SXSW 2024: I Love You Forever

SXSW 2024: I Love You Forever

Straddling the line between romantic comedy and drama thriller, I Love You Forever succeeds in showing just how easy it is to fall into a toxic relationship. Writer-directors Cazzie David and Elisa Kalani open the film with an all too relatable take on modern romance. The digital age hasn’t made dating any easier—Mackenzie (Sofia Black-D'Elia) is in a go-nowhere casual relationship with a “human vape pen,” and her friends Lucas (Jon Rudnitsky) and Ally (co-writer/director David) aren’t having much like on dating apps. All of them have their own misgivings about finding “the one.” At Ally’s birthday party, though, a classic rom-com meet-cute happens when Mackenzie runs into handsome TV reporter Finn (Ray Nicholson). They fall head-over-heels for each other very quickly—we’ve seen this set-up time and time again. These two are meant to be together, right? And we should be rooting for them to be together for the next 90 minutes no matter what happens, right? I Love You Forever smartly takes those expectations and challenges its audience with what romance really means in a fraught relationship.

Black-D'Elia’s Mackenzie is a law student with her nose in a book at the start of the film. Once she begins a relationship with Finn, she splits her focus between her career and her new boyfriend. Things unravel once Finn starts to demand more of her attention and Mackenzie can’t juggle it all. Black-D'Elia is perfectly cast as Mackenzie—equally funny and relatable, it’s disheartening to see how the character is treated by Finn as the film progresses. The hopeful spirit of Mackenzie is drained by the time we see her in the film’s final moments. 

The most important element in I Love You Forever is the character of Finn. It feels right to see Mackenzie and Finn together when things are going well. But the red flags start early on—Finn comes on too strong, like buying out an entire restaurant for their first date. Mackenzie can’t help but think the over-the-top actions of Finn come from a place of pure love and affection. It’s worth mentioning Ray Nicholson is the son of Jack Nicholson because it feels like he’s inherited some of his father's natural charisma and scary screen presence. It’s hard to watch sometimes—a key scene, one that shifts the film’s gears from pleasant romance to seat-clutching thriller, features Finn losing his temper when Mackenzie doesn’t respond back right away to his texts and phone calls. 

Sometimes you don’t know whether to laugh or wince each time Finn does or says something vile—Nicholson’s Finn not only emotionally tortures Mackenzie throughout the film, his volatile performance puts the audience through the wringer, too. It’s stomach-churning to see this relationship waver back and forth between sweet romance and bitter fights over text and phone calls mixed with in-person shouting matches. It’s tragic to see Mackenzie going back to Finn over and over and over—it’s the inverse of a rom-com, we don’t want them together as more and more red flags get raised. 

Mackenzie’s friends bring some levity to the film—Rudnitsky as lovable dimwit Lucas and David as the listless yet sharp-tongued Ally feel like they’re starring in their own comedy happening alongside the events of I Love You Forever. Sometimes the shifting tone is too drastic, yet it all feels genuine. You can see the seams of the low-budget production at times, but what drives the film is the smart script. If you haven’t been through as toxic a relationship as the one Mackenzie goes through, you more than likely know someone who went through one or is currently experiencing it. I Love You Forever offers a refreshing take on finding love in the digital age, one that reminds its audience that some things are too good to be true.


### THE TASK
Leaving out the pictures, write the following records exactly as they read.
RECORDS SHOWN section start
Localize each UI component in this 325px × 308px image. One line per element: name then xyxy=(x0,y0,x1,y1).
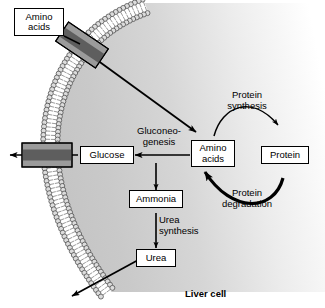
label-urea-synthesis: Urea synthesis xyxy=(159,215,217,236)
box-amino-acids-outside: Amino acids xyxy=(14,8,64,36)
label-protein-synthesis: Protein synthesis xyxy=(212,90,282,111)
label-gluconeogenesis: Gluconeo- genesis xyxy=(128,126,190,147)
liver-cell-metabolism-diagram: Amino acids Glucose Amino acids Protein … xyxy=(0,0,325,308)
box-urea: Urea xyxy=(136,249,176,267)
figure-caption: Liver cell xyxy=(185,288,226,299)
box-amino-acids-inside: Amino acids xyxy=(191,140,235,167)
label-protein-degradation: Protein degradation xyxy=(203,188,291,209)
box-protein: Protein xyxy=(261,146,309,164)
glucose-transporter xyxy=(22,143,72,167)
box-glucose: Glucose xyxy=(80,146,134,164)
box-ammonia: Ammonia xyxy=(129,190,183,208)
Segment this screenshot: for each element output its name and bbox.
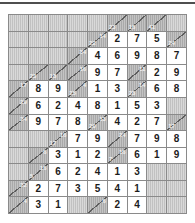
blank-cell <box>167 164 187 181</box>
across-clue-label: 16 <box>40 165 47 171</box>
value-cell[interactable]: 2 <box>108 197 128 214</box>
value-cell[interactable]: 7 <box>108 65 128 82</box>
value-cell[interactable]: 3 <box>108 81 128 98</box>
blank-cell <box>68 32 88 49</box>
down-clue-label: 17 <box>168 123 175 129</box>
value-cell[interactable]: 9 <box>128 48 148 65</box>
value-cell[interactable]: 6 <box>128 148 148 165</box>
clue-cell: 1428 <box>128 81 148 98</box>
blank-cell <box>49 15 69 32</box>
cell-digit: 3 <box>114 84 120 94</box>
cell-digit: 5 <box>154 34 160 44</box>
value-cell[interactable]: 8 <box>68 115 88 132</box>
value-cell[interactable]: 1 <box>147 148 167 165</box>
value-cell[interactable]: 1 <box>128 181 148 198</box>
down-clue-label: 18 <box>50 73 57 79</box>
value-cell[interactable]: 8 <box>167 81 187 98</box>
cell-digit: 9 <box>134 51 140 61</box>
value-cell[interactable]: 1 <box>108 98 128 115</box>
across-clue-label: 6 <box>103 198 106 204</box>
value-cell[interactable]: 6 <box>49 164 69 181</box>
value-cell[interactable]: 8 <box>29 81 49 98</box>
blank-cell <box>29 15 49 32</box>
value-cell[interactable]: 9 <box>29 115 49 132</box>
kakuro-grid: 2316411422275243446987231816971129178942… <box>8 14 187 214</box>
across-clue-label: 14 <box>139 82 146 88</box>
value-cell[interactable]: 7 <box>147 115 167 132</box>
value-cell[interactable]: 9 <box>167 148 187 165</box>
value-cell[interactable]: 6 <box>108 48 128 65</box>
value-cell[interactable]: 3 <box>147 98 167 115</box>
value-cell[interactable]: 2 <box>49 98 69 115</box>
value-cell[interactable]: 5 <box>147 32 167 49</box>
clue-cell: 18 <box>49 65 69 82</box>
value-cell[interactable]: 2 <box>147 65 167 82</box>
value-cell[interactable]: 9 <box>88 65 108 82</box>
down-clue-label: 20 <box>89 123 96 129</box>
clue-cell: 22 <box>9 181 29 198</box>
value-cell[interactable]: 1 <box>88 81 108 98</box>
value-cell[interactable]: 3 <box>68 181 88 198</box>
value-cell[interactable]: 7 <box>68 131 88 148</box>
value-cell[interactable]: 9 <box>49 81 69 98</box>
value-cell[interactable]: 7 <box>128 131 148 148</box>
value-cell[interactable]: 3 <box>128 164 148 181</box>
value-cell[interactable]: 7 <box>128 32 148 49</box>
value-cell[interactable]: 2 <box>128 115 148 132</box>
cell-digit: 7 <box>114 68 120 78</box>
value-cell[interactable]: 4 <box>128 197 148 214</box>
across-clue-label: 24 <box>20 116 27 122</box>
cell-digit: 6 <box>154 84 160 94</box>
value-cell[interactable]: 8 <box>147 48 167 65</box>
value-cell[interactable]: 5 <box>88 181 108 198</box>
value-cell[interactable]: 9 <box>167 65 187 82</box>
value-cell[interactable]: 1 <box>49 197 69 214</box>
blank-cell <box>9 15 29 32</box>
cell-digit: 8 <box>174 84 180 94</box>
value-cell[interactable]: 4 <box>88 48 108 65</box>
cell-digit: 8 <box>154 51 160 61</box>
blank-cell <box>9 65 29 82</box>
cell-digit: 1 <box>55 200 61 210</box>
cell-digit: 5 <box>95 184 101 194</box>
cell-digit: 4 <box>75 101 81 111</box>
value-cell[interactable]: 2 <box>88 148 108 165</box>
value-cell[interactable]: 1 <box>108 164 128 181</box>
down-clue-label: 17 <box>50 140 57 146</box>
value-cell[interactable]: 4 <box>88 164 108 181</box>
value-cell[interactable]: 7 <box>49 115 69 132</box>
value-cell[interactable]: 7 <box>49 181 69 198</box>
cell-digit: 2 <box>114 200 120 210</box>
value-cell[interactable]: 6 <box>29 98 49 115</box>
value-cell[interactable]: 3 <box>49 148 69 165</box>
cell-digit: 9 <box>55 84 61 94</box>
cell-digit: 6 <box>35 101 41 111</box>
value-cell[interactable]: 4 <box>108 115 128 132</box>
value-cell[interactable]: 7 <box>167 48 187 65</box>
value-cell[interactable]: 4 <box>68 98 88 115</box>
value-cell[interactable]: 2 <box>29 181 49 198</box>
value-cell[interactable]: 2 <box>68 164 88 181</box>
value-cell[interactable]: 8 <box>88 98 108 115</box>
blank-cell <box>9 48 29 65</box>
across-clue-label: 24 <box>119 132 126 138</box>
across-clue-label: 11 <box>139 66 145 72</box>
blank-cell <box>68 15 88 32</box>
value-cell[interactable]: 6 <box>147 81 167 98</box>
clue-cell: 11 <box>128 65 148 82</box>
clue-cell: 16 <box>128 15 148 32</box>
across-clue-label: 16 <box>60 132 67 138</box>
value-cell[interactable]: 4 <box>108 181 128 198</box>
value-cell[interactable]: 9 <box>88 131 108 148</box>
cell-digit: 9 <box>174 68 180 78</box>
cell-digit: 4 <box>114 184 120 194</box>
value-cell[interactable]: 3 <box>29 197 49 214</box>
cell-digit: 9 <box>174 150 180 160</box>
value-cell[interactable]: 5 <box>128 98 148 115</box>
blank-cell <box>9 148 29 165</box>
value-cell[interactable]: 8 <box>167 131 187 148</box>
value-cell[interactable]: 2 <box>108 32 128 49</box>
cell-digit: 7 <box>55 117 61 127</box>
value-cell[interactable]: 1 <box>68 148 88 165</box>
value-cell[interactable]: 9 <box>147 131 167 148</box>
RECORDS SHOWN section end
### ANSWER SPACE
Localize each UI component in this 325px × 308px image. One line per element: name then xyxy=(x0,y0,x1,y1).
label-urea-synthesis: Urea synthesis xyxy=(159,215,217,236)
box-amino-acids-outside: Amino acids xyxy=(14,8,64,36)
label-protein-synthesis: Protein synthesis xyxy=(212,90,282,111)
label-gluconeogenesis: Gluconeo- genesis xyxy=(128,126,190,147)
liver-cell-metabolism-diagram: Amino acids Glucose Amino acids Protein … xyxy=(0,0,325,308)
box-urea: Urea xyxy=(136,249,176,267)
figure-caption: Liver cell xyxy=(185,288,226,299)
box-amino-acids-inside: Amino acids xyxy=(191,140,235,167)
label-protein-degradation: Protein degradation xyxy=(203,188,291,209)
box-protein: Protein xyxy=(261,146,309,164)
glucose-transporter xyxy=(22,143,72,167)
box-glucose: Glucose xyxy=(80,146,134,164)
box-ammonia: Ammonia xyxy=(129,190,183,208)
Segment this screenshot: for each element output its name and bbox.
blank-cell <box>167 164 187 181</box>
across-clue-label: 16 <box>40 165 47 171</box>
value-cell[interactable]: 2 <box>108 197 128 214</box>
value-cell[interactable]: 7 <box>108 65 128 82</box>
value-cell[interactable]: 3 <box>108 81 128 98</box>
blank-cell <box>68 32 88 49</box>
down-clue-label: 17 <box>168 123 175 129</box>
value-cell[interactable]: 9 <box>128 48 148 65</box>
value-cell[interactable]: 6 <box>128 148 148 165</box>
clue-cell: 1428 <box>128 81 148 98</box>
blank-cell <box>49 15 69 32</box>
cell-digit: 3 <box>114 84 120 94</box>
cell-digit: 5 <box>154 34 160 44</box>
value-cell[interactable]: 8 <box>68 115 88 132</box>
value-cell[interactable]: 1 <box>147 148 167 165</box>
value-cell[interactable]: 1 <box>128 181 148 198</box>
down-clue-label: 18 <box>50 73 57 79</box>
value-cell[interactable]: 8 <box>167 81 187 98</box>
cell-digit: 9 <box>134 51 140 61</box>
value-cell[interactable]: 1 <box>108 98 128 115</box>
across-clue-label: 6 <box>103 198 106 204</box>
value-cell[interactable]: 6 <box>49 164 69 181</box>
value-cell[interactable]: 8 <box>29 81 49 98</box>
blank-cell <box>29 15 49 32</box>
value-cell[interactable]: 9 <box>29 115 49 132</box>
kakuro-grid: 2316411422275243446987231816971129178942… <box>8 14 187 214</box>
across-clue-label: 14 <box>139 82 146 88</box>
value-cell[interactable]: 7 <box>147 115 167 132</box>
value-cell[interactable]: 9 <box>167 148 187 165</box>
value-cell[interactable]: 6 <box>108 48 128 65</box>
value-cell[interactable]: 3 <box>147 98 167 115</box>
value-cell[interactable]: 2 <box>49 98 69 115</box>
value-cell[interactable]: 5 <box>147 32 167 49</box>
clue-cell: 18 <box>49 65 69 82</box>
value-cell[interactable]: 2 <box>147 65 167 82</box>
value-cell[interactable]: 9 <box>88 65 108 82</box>
down-clue-label: 20 <box>89 123 96 129</box>
clue-cell: 22 <box>9 181 29 198</box>
value-cell[interactable]: 1 <box>88 81 108 98</box>
value-cell[interactable]: 3 <box>68 181 88 198</box>
value-cell[interactable]: 7 <box>68 131 88 148</box>
value-cell[interactable]: 9 <box>49 81 69 98</box>
value-cell[interactable]: 7 <box>128 131 148 148</box>
value-cell[interactable]: 3 <box>128 164 148 181</box>
value-cell[interactable]: 7 <box>128 32 148 49</box>
value-cell[interactable]: 2 <box>128 115 148 132</box>
cell-digit: 7 <box>114 68 120 78</box>
value-cell[interactable]: 4 <box>128 197 148 214</box>
across-clue-label: 24 <box>20 116 27 122</box>
cell-digit: 6 <box>154 84 160 94</box>
value-cell[interactable]: 8 <box>147 48 167 65</box>
value-cell[interactable]: 5 <box>88 181 108 198</box>
value-cell[interactable]: 9 <box>167 65 187 82</box>
value-cell[interactable]: 1 <box>49 197 69 214</box>
blank-cell <box>9 15 29 32</box>
cell-digit: 8 <box>174 84 180 94</box>
value-cell[interactable]: 4 <box>88 48 108 65</box>
cell-digit: 8 <box>154 51 160 61</box>
blank-cell <box>9 65 29 82</box>
cell-digit: 1 <box>55 200 61 210</box>
cell-digit: 5 <box>95 184 101 194</box>
cell-digit: 4 <box>75 101 81 111</box>
value-cell[interactable]: 2 <box>88 148 108 165</box>
value-cell[interactable]: 1 <box>108 164 128 181</box>
down-clue-label: 17 <box>50 140 57 146</box>
value-cell[interactable]: 4 <box>88 164 108 181</box>
value-cell[interactable]: 7 <box>49 115 69 132</box>
value-cell[interactable]: 7 <box>49 181 69 198</box>
cell-digit: 2 <box>114 200 120 210</box>
value-cell[interactable]: 6 <box>29 98 49 115</box>
value-cell[interactable]: 3 <box>49 148 69 165</box>
cell-digit: 9 <box>55 84 61 94</box>
cell-digit: 6 <box>35 101 41 111</box>
value-cell[interactable]: 4 <box>108 115 128 132</box>
value-cell[interactable]: 7 <box>167 48 187 65</box>
value-cell[interactable]: 4 <box>68 98 88 115</box>
value-cell[interactable]: 2 <box>29 181 49 198</box>
value-cell[interactable]: 2 <box>68 164 88 181</box>
value-cell[interactable]: 8 <box>88 98 108 115</box>
blank-cell <box>9 48 29 65</box>
across-clue-label: 24 <box>119 132 126 138</box>
across-clue-label: 11 <box>139 66 145 72</box>
blank-cell <box>68 15 88 32</box>
value-cell[interactable]: 6 <box>147 81 167 98</box>
clue-cell: 11 <box>128 65 148 82</box>
clue-cell: 16 <box>128 15 148 32</box>
across-clue-label: 16 <box>60 132 67 138</box>
value-cell[interactable]: 4 <box>108 181 128 198</box>
value-cell[interactable]: 9 <box>88 131 108 148</box>
cell-digit: 9 <box>174 68 180 78</box>
cell-digit: 4 <box>114 184 120 194</box>
value-cell[interactable]: 3 <box>29 197 49 214</box>
cell-digit: 9 <box>174 150 180 160</box>
value-cell[interactable]: 5 <box>128 98 148 115</box>
blank-cell <box>9 148 29 165</box>
value-cell[interactable]: 8 <box>167 131 187 148</box>
value-cell[interactable]: 2 <box>108 32 128 49</box>
cell-digit: 7 <box>55 117 61 127</box>
value-cell[interactable]: 1 <box>68 148 88 165</box>
value-cell[interactable]: 9 <box>147 131 167 148</box>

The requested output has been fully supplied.